DVD: Do Not Adjust Your Set / At Last The 1948 Show | reviews, news & interviews
DVD: Do Not Adjust Your Set / At Last The 1948 Show
DVD: Do Not Adjust Your Set / At Last The 1948 Show
What the Pythons did first: the remnants of two iconic 1960s shows, restored with respect
Both first broadcast in 1967, Do Not Adjust Your Set and At Last the 1948 Show were collectively written and performed by the future Monty Python team.
Do Not Adjust Your Set (★★★★★) was created by producer Humphrey Barclay and intended for Rediffusion’s 5:15pm Thursday afternoon children’s slot. Eric Idle, Terry Jones and Michael Palin were given their first break as writer-performers, cannily teamed with David Jason and Denise Coffey. Plus Vivian Stanshall’s Bonzo Dog Doo-Dah Band as house musicians. What could go wrong with such a line-up? Very little, actually: the surviving shows contain much very funny material, and the fact that the series was ostensibly aimed at younger audiences means that it’s aged well. Pythonites will spot early appearances of Palin’s typically unhelpful shopkeeper, and Jones giving us an early incarnation of Mr Gumby.

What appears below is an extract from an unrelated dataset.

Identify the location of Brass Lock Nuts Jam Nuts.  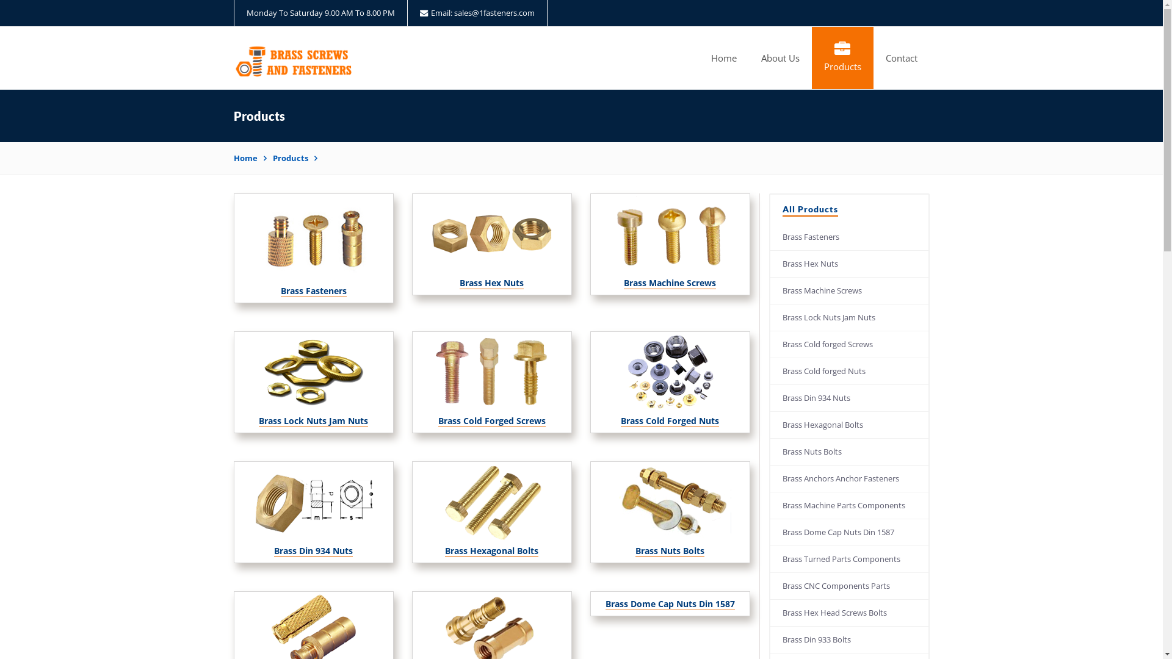
(314, 421).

Everyone’s clearly having a ball, the youthful studio audience lapping it up. Standouts include the "Stool Pigeon" sketch, with Palin as a hapless constable trying to infiltrate a criminal gang, and Jason as a French official sent over to check on the progress of the Concorde aircraft. Jason and Coffey are superb throughout, particularly in their weekly Captain Fantastic inserts, Jason’s bowler-hatted hero battling Coffey’s villainous Mrs Black and her "horrible handbag". The Bonzo Dogs offer fulsome support. "I’m the Urban Spaceman" is still a great song, though one wonders what the young studio audience made of "Tubas in the Moonlight". A second series was commissioned by the newly-formed Thames Television (look out for their iconic ident), where the gang was joined by animator Terry Gilliam. Little of his work on the show survives, though we do get to see his sublime "The Christmas Card" in context.

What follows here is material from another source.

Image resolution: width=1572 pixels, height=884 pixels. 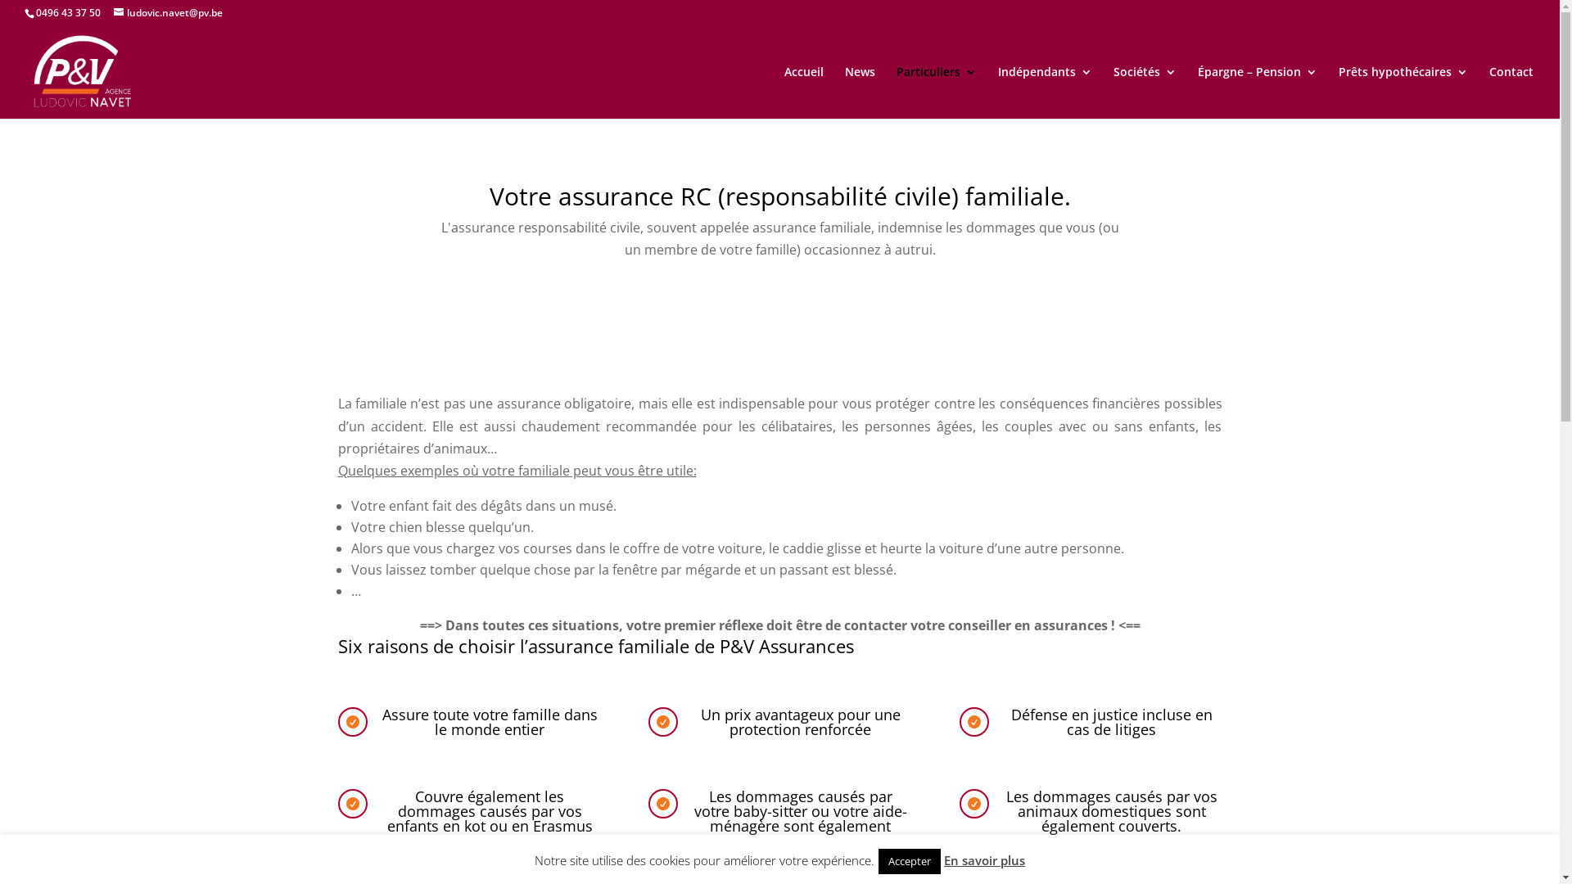 I want to click on News, so click(x=860, y=93).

At Last the 1948 Show (★★★, pictured right) starred John Cleese, Graham Chapman and Tim Brooke-Taylor, as well as kick-starting Marty Feldman's onscreen career. David Frost wasn’t sure about unleashing Feldman on the public (“I’m not sure people will accept his eyes”), though Feldman’s contributions hold up very well, whether he’s smashing valuable antiques or tormenting Cleese’s tetchy commuter. The tiny but matchless sight gag in the final episode, where Feldman as “the French trade union leader, Anistide Boulet” makes rude faces at Cleese’s newsreader, stands up to repeated viewings. It’s nice to see an early incarnation of the "Four Yorkshiremen" sketch, later performed in Python live shows, and the show’s sadly underused hostess Aimi MacDonald even gets to say “And now for something completely different...” But the caustic, snarky tone of much of the material begins to grate. What we see is diverting, and invariably entertaining, but not always that funny.
Image quality is inevitably variable, though the restorers have done a superb job with At Last the 1948 Show, the missing sections filled in with sound recordings and script pages. Booklets and bonus features are excellent in both sets. Palin reveals that Italian waiters about to start their evening shifts were big fans of Do Not Adjust Your Set, and there are interesting contributions from Brooke-Taylor and Cleese. There’s also plenty of Bonzo Dog footage and some Terry Gilliam material scanned from the director's own masters. Essential viewing.